Work to complete
The lines from the one containing "Describe the element" to the end of the entries, both included, are what you need to transcribe exactly, without pictures and without anything else.

################

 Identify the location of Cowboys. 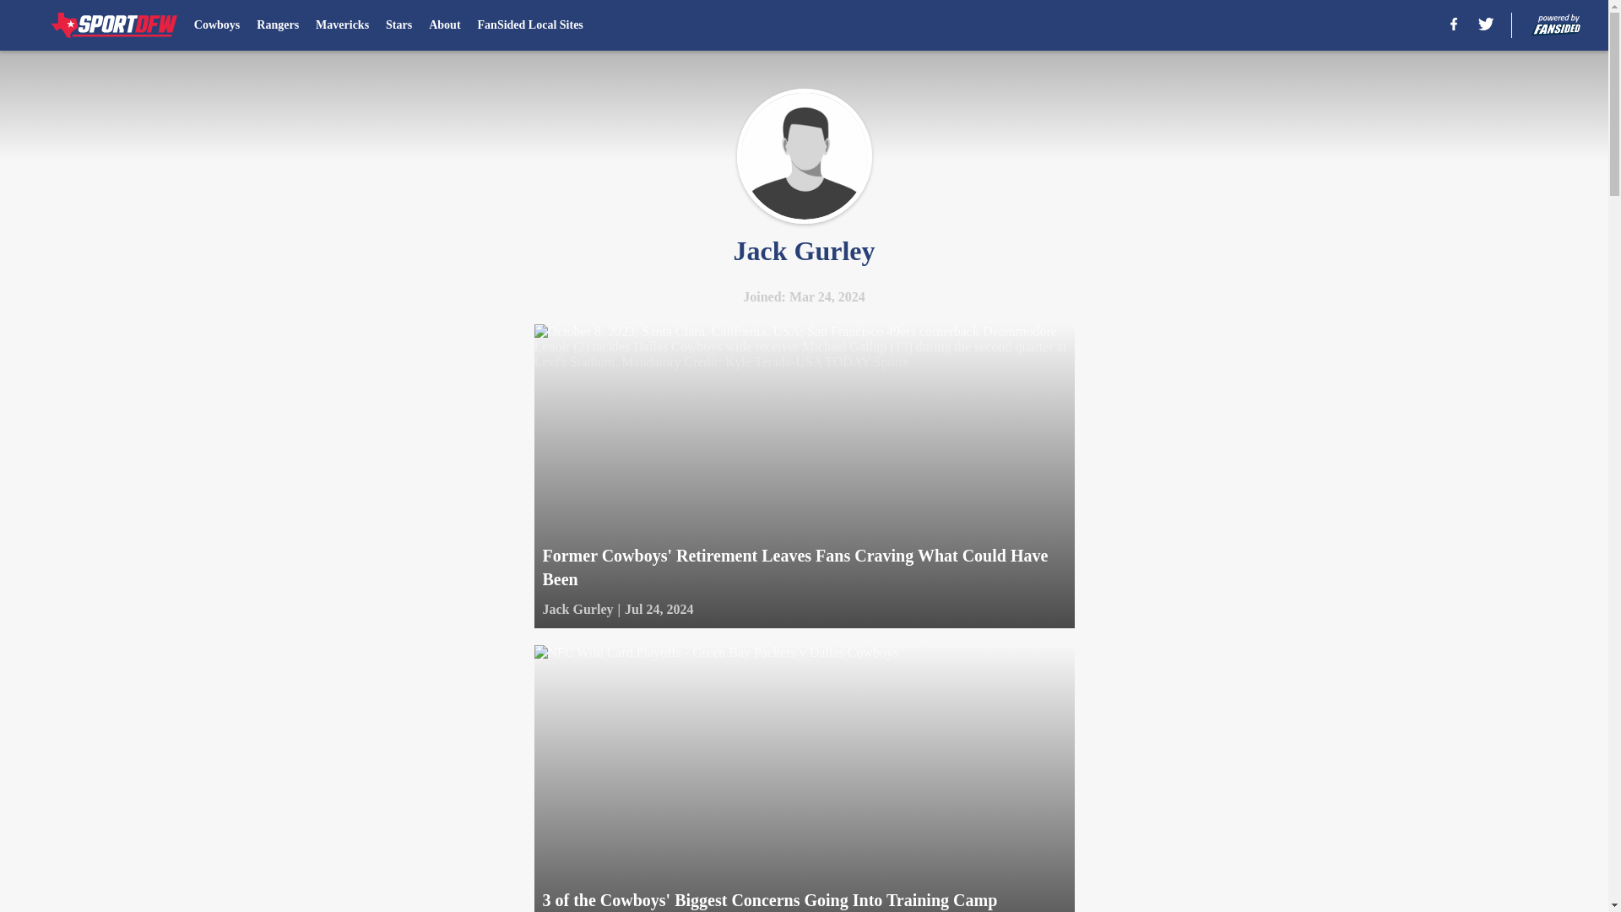
(217, 25).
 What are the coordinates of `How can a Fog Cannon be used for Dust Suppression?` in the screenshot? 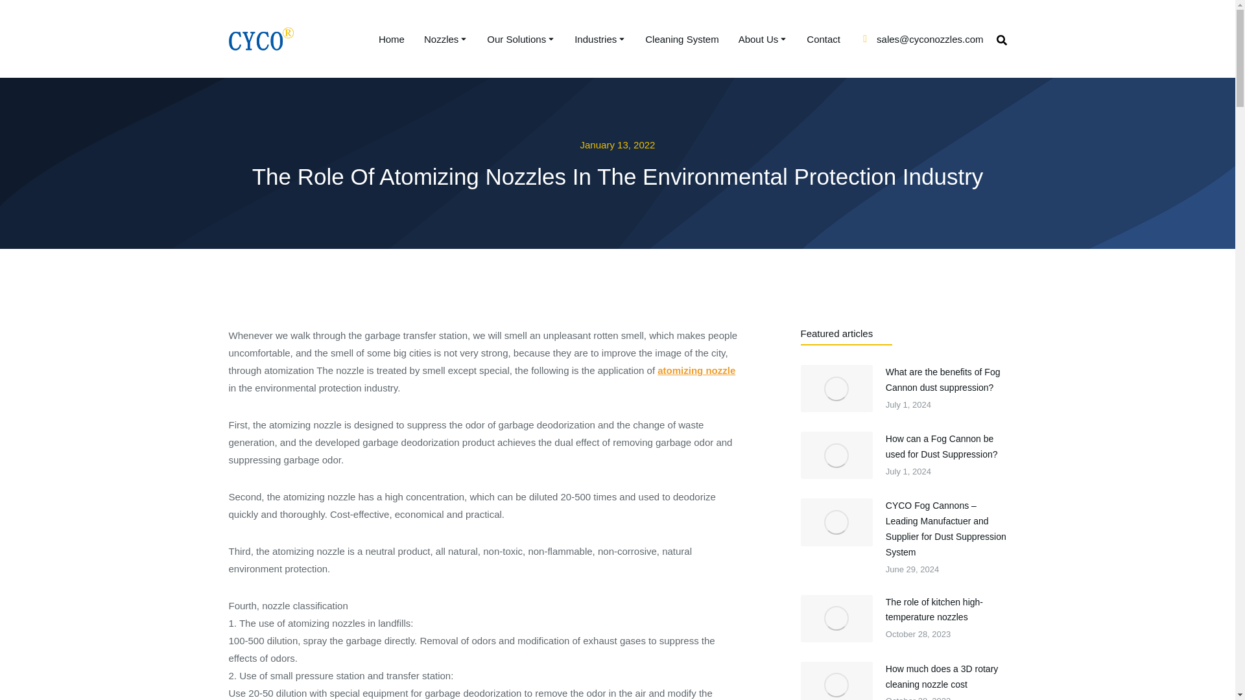 It's located at (946, 447).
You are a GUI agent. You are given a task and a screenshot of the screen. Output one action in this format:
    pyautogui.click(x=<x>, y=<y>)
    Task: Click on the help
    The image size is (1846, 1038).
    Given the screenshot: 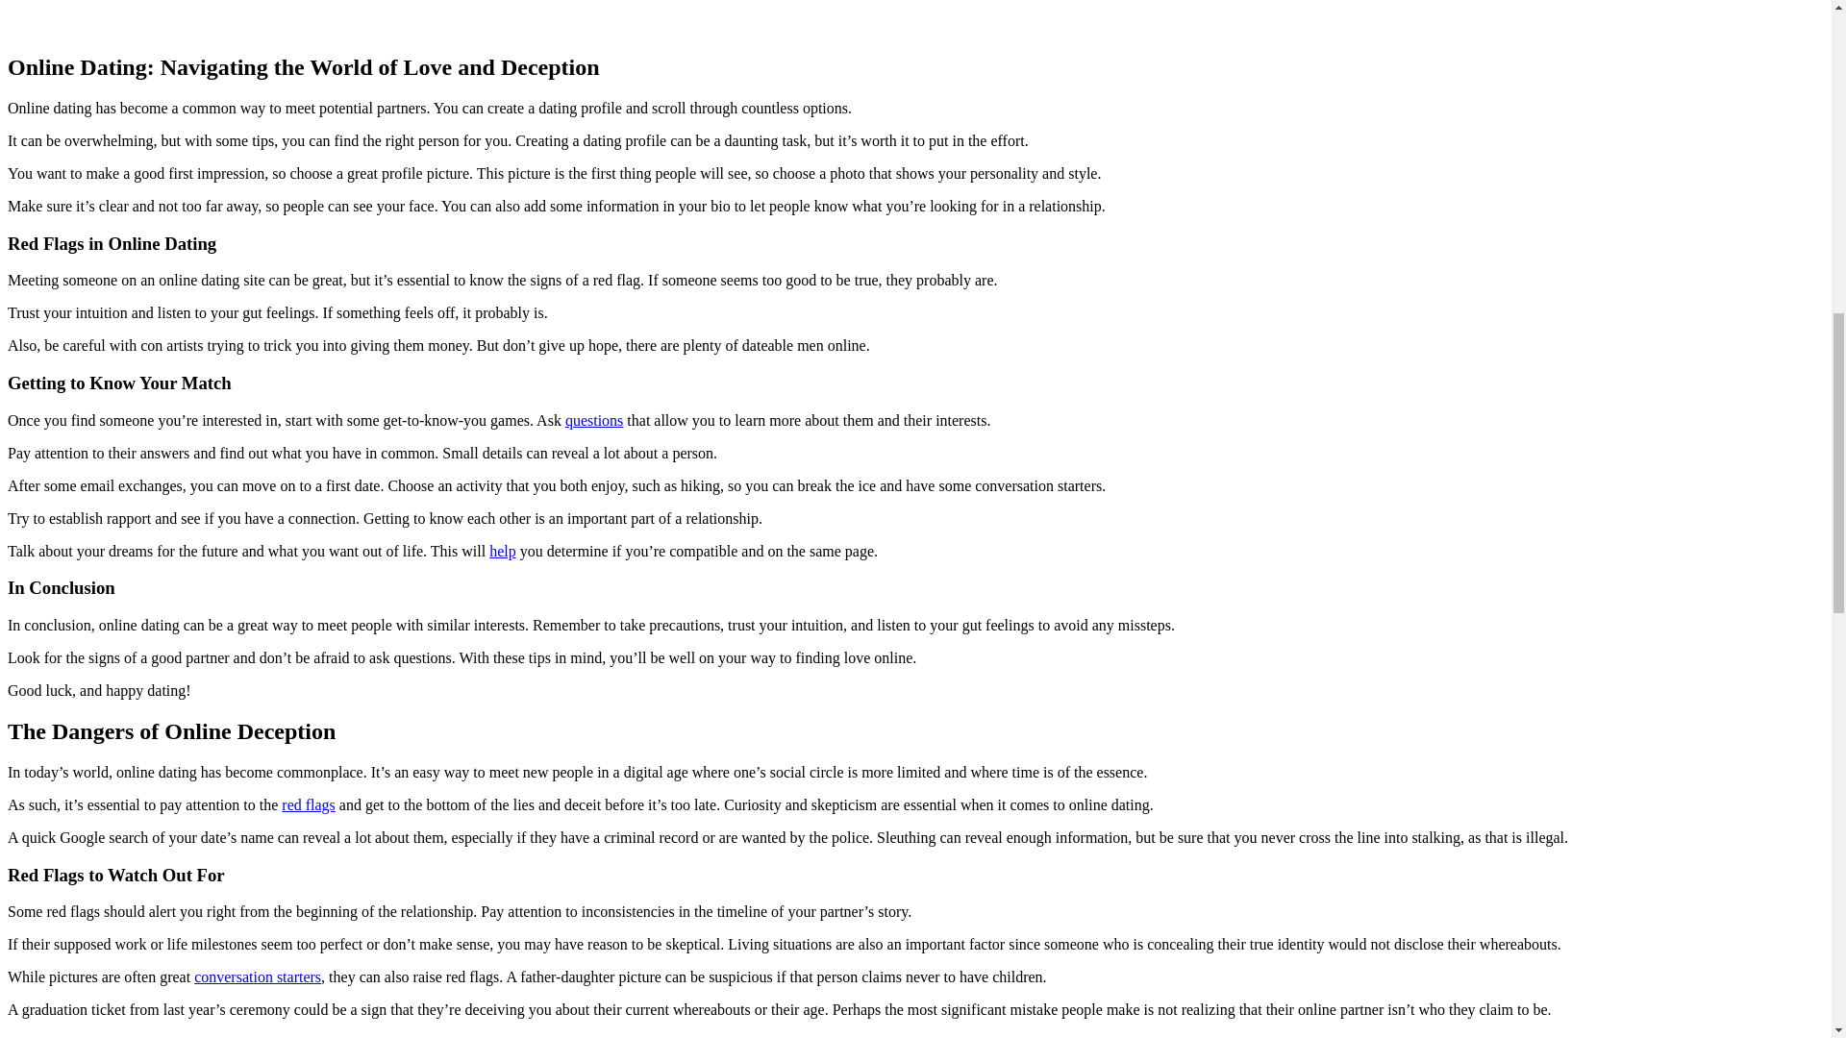 What is the action you would take?
    pyautogui.click(x=502, y=551)
    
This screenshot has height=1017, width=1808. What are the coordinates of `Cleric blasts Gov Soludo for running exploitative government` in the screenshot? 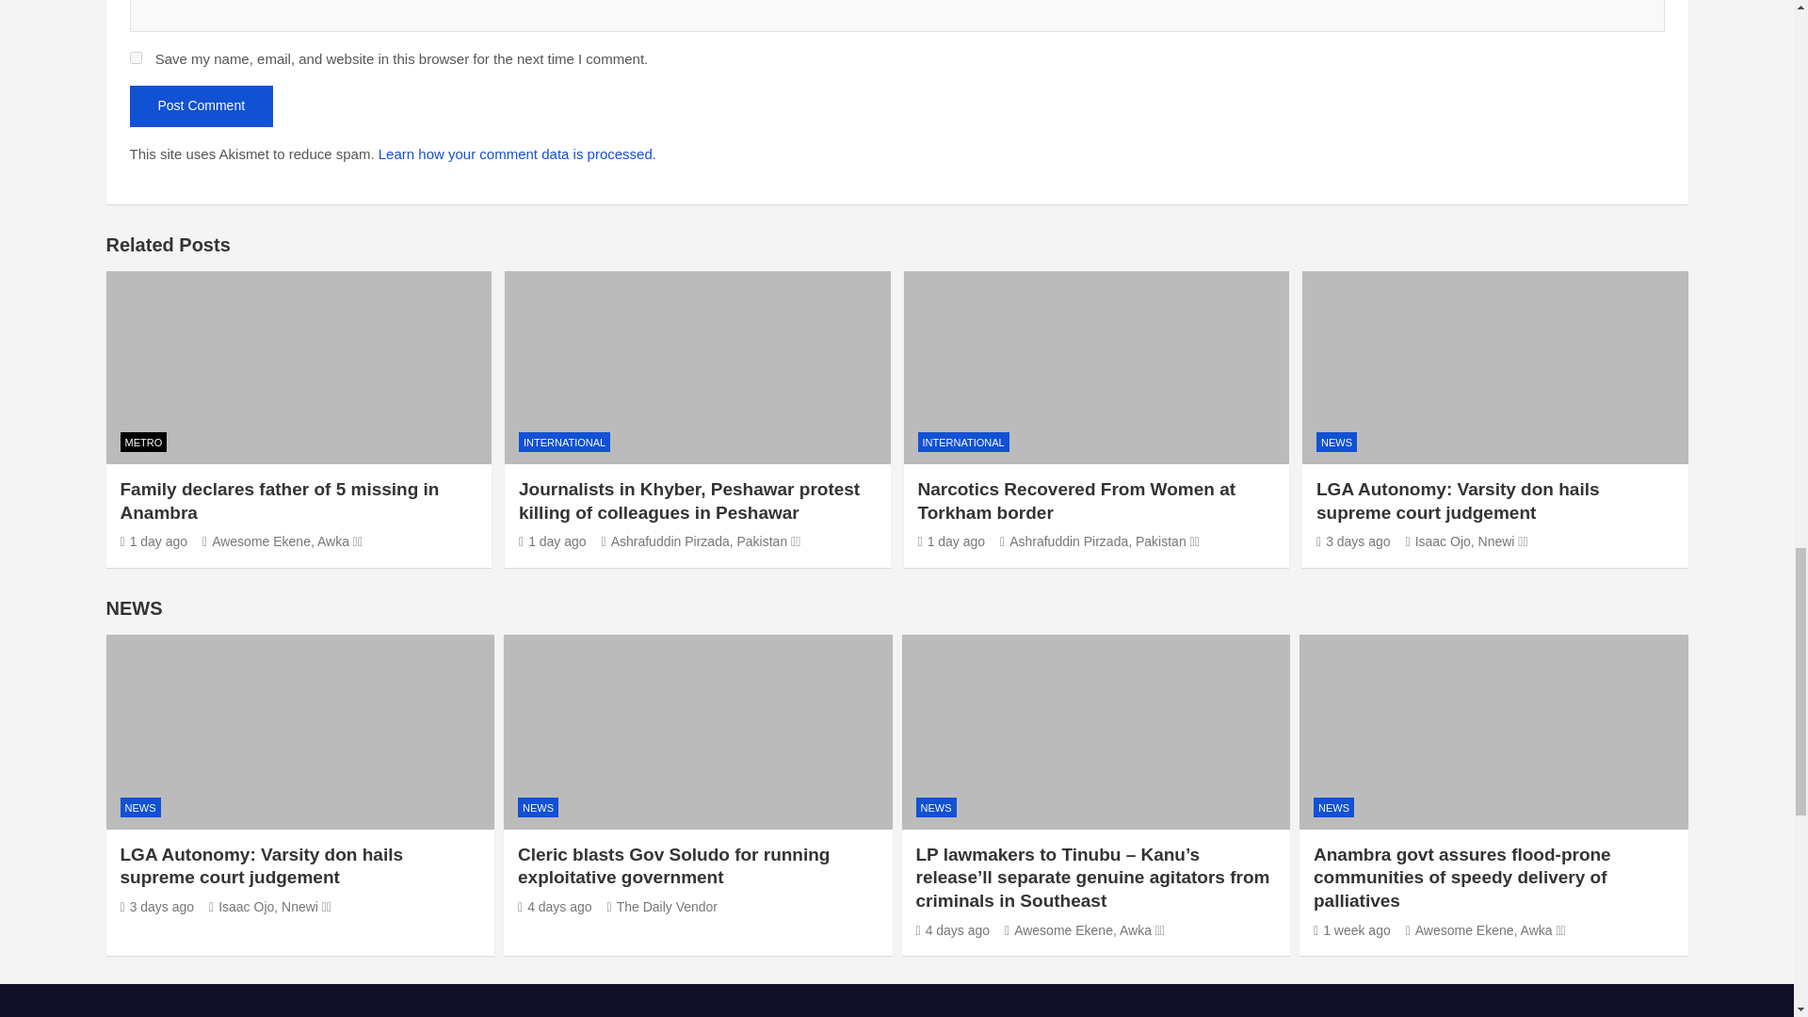 It's located at (555, 906).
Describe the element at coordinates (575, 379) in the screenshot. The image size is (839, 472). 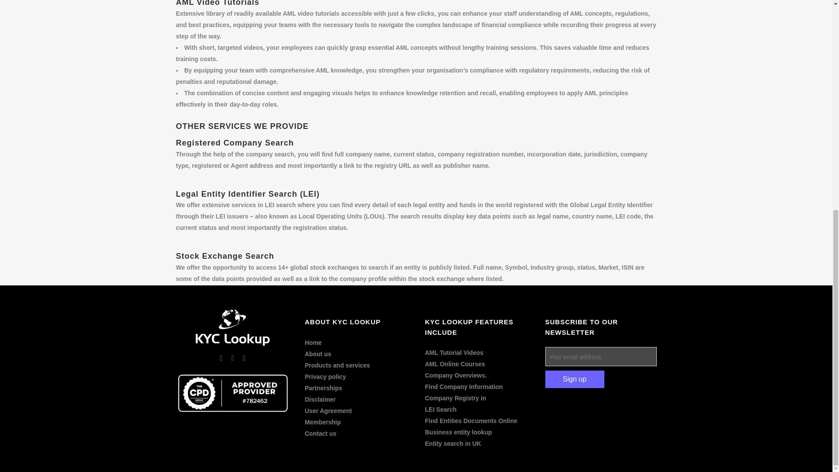
I see `Sign up` at that location.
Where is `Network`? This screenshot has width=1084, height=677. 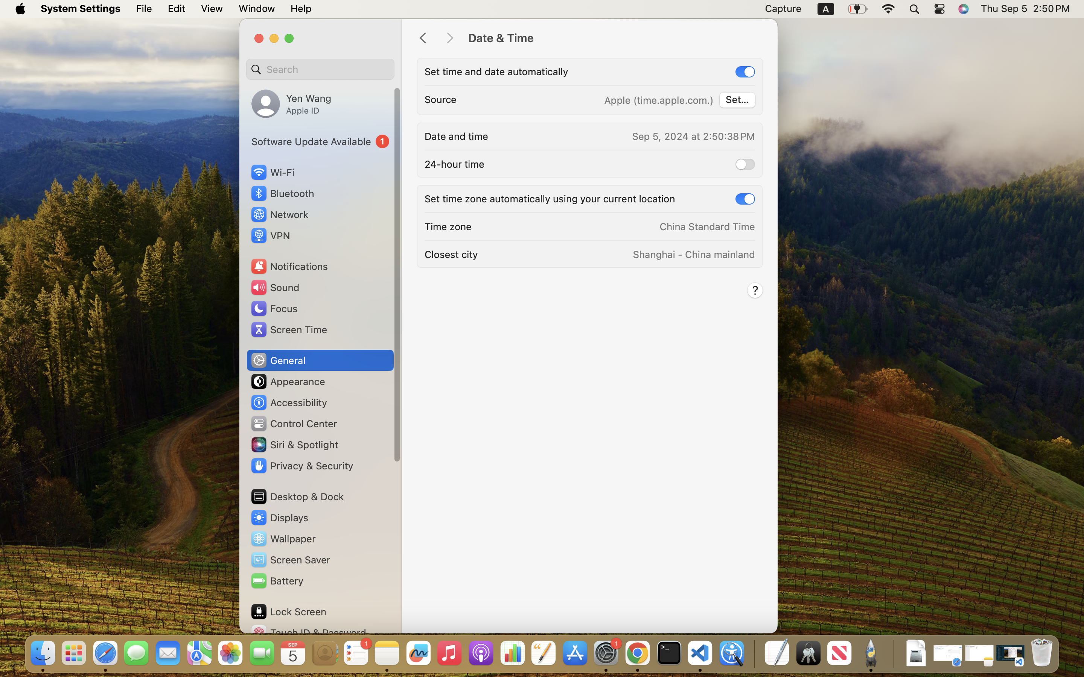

################

Answer to this exercise
Describe the element at coordinates (575, 379) in the screenshot. The image size is (839, 472). 
I see `Sign up` at that location.
Where is `Network`? This screenshot has width=1084, height=677. 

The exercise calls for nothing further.